The Pacific Edge, a 1990 novel by Kim Stanley Robinson, is an Orange County utopia set in the 2060s. The elder radical, who is brought out of his mountain retreat to help his grandson and his allies combat a local development plan, turns out to be born March 22, 1984, about a month before my own daughter! That tickled me.
I really enjoy Robinson’s writings. His later work is more mature and really awesome in its detail and command of psychology, politics, ecology, and more (esp. the Mars trilogy, and Years of Rice and Salt). But having recently completed my own utopian novel, I was excited to rediscover, unread, on my shelf, this last volume of his Southern California trilogy. It’s an odd utopia, based as far as I can tell, on a gradualist, legal tranformation of U.S. society in which the corporations and multinationals were systematically dismembered, their wealth and resources distributed downward into dense networks of locally owned businesses. Income and property ownership are capped by law.

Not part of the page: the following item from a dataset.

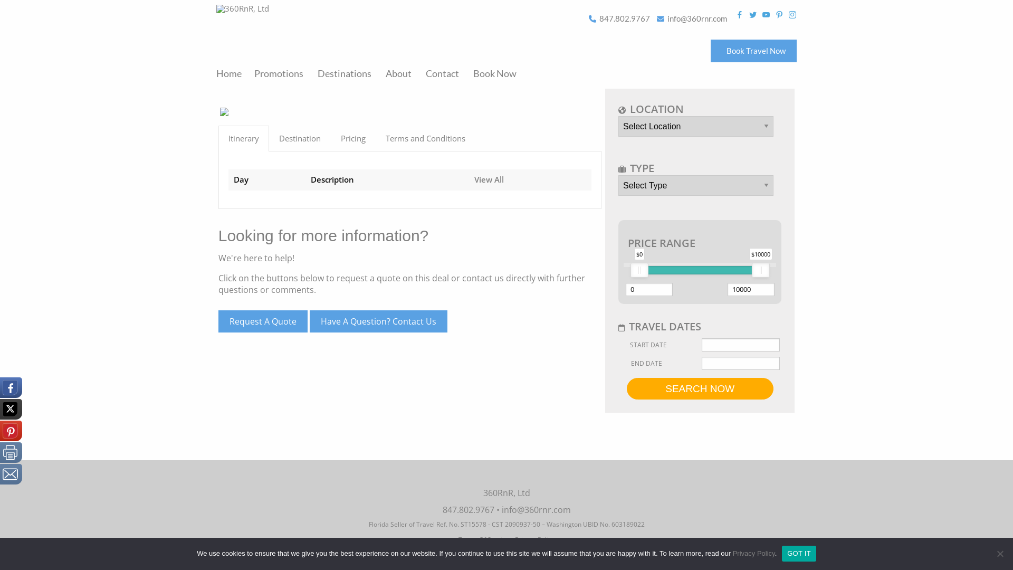 The height and width of the screenshot is (570, 1013). Describe the element at coordinates (468, 510) in the screenshot. I see `847.802.9767` at that location.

I’m not too interested in this kind of hybrid capitalist society, almost a libertarian utopia where everyone works for small businesses and accumulation is driven underground (that’s one of the driving mysteries of the novel, who is pulling the strings behind a local development project? Allusions to secret cabals of Hong Kong money and a syndicate of former for-profit medical technology business people are left relatively unexplained, though clearly something is up). But a green, ecologically transformed Orange County is appealing, as is an urban life of bicycling and limited cars and energy use (cars are used only to go up and down the remaining freeways, alongside hundreds of bicycles pedaled by people in less of a hurry), and new sea travel by high-tech sailing ships.
In this novel we get a rather realistic story of a tangled series of personal relationships that make most of the main characters somewhat unhappy, the pain of growing old and losing one’s past, the drama of local politics pitting growth versus preservation, all things that surely will persist in any human society. I put The Pacific Edge up there with a whole shelf of worthwhile utopian novels, from Starhawk’s Fifth Sacred Thing (terrible title!), Ernest Callenbach’s Ecotopia, Aldous Huxley’s Island, and a much larger list of dystopias including George Stewart’s Earth Abides, Brave New World, 1984, etc.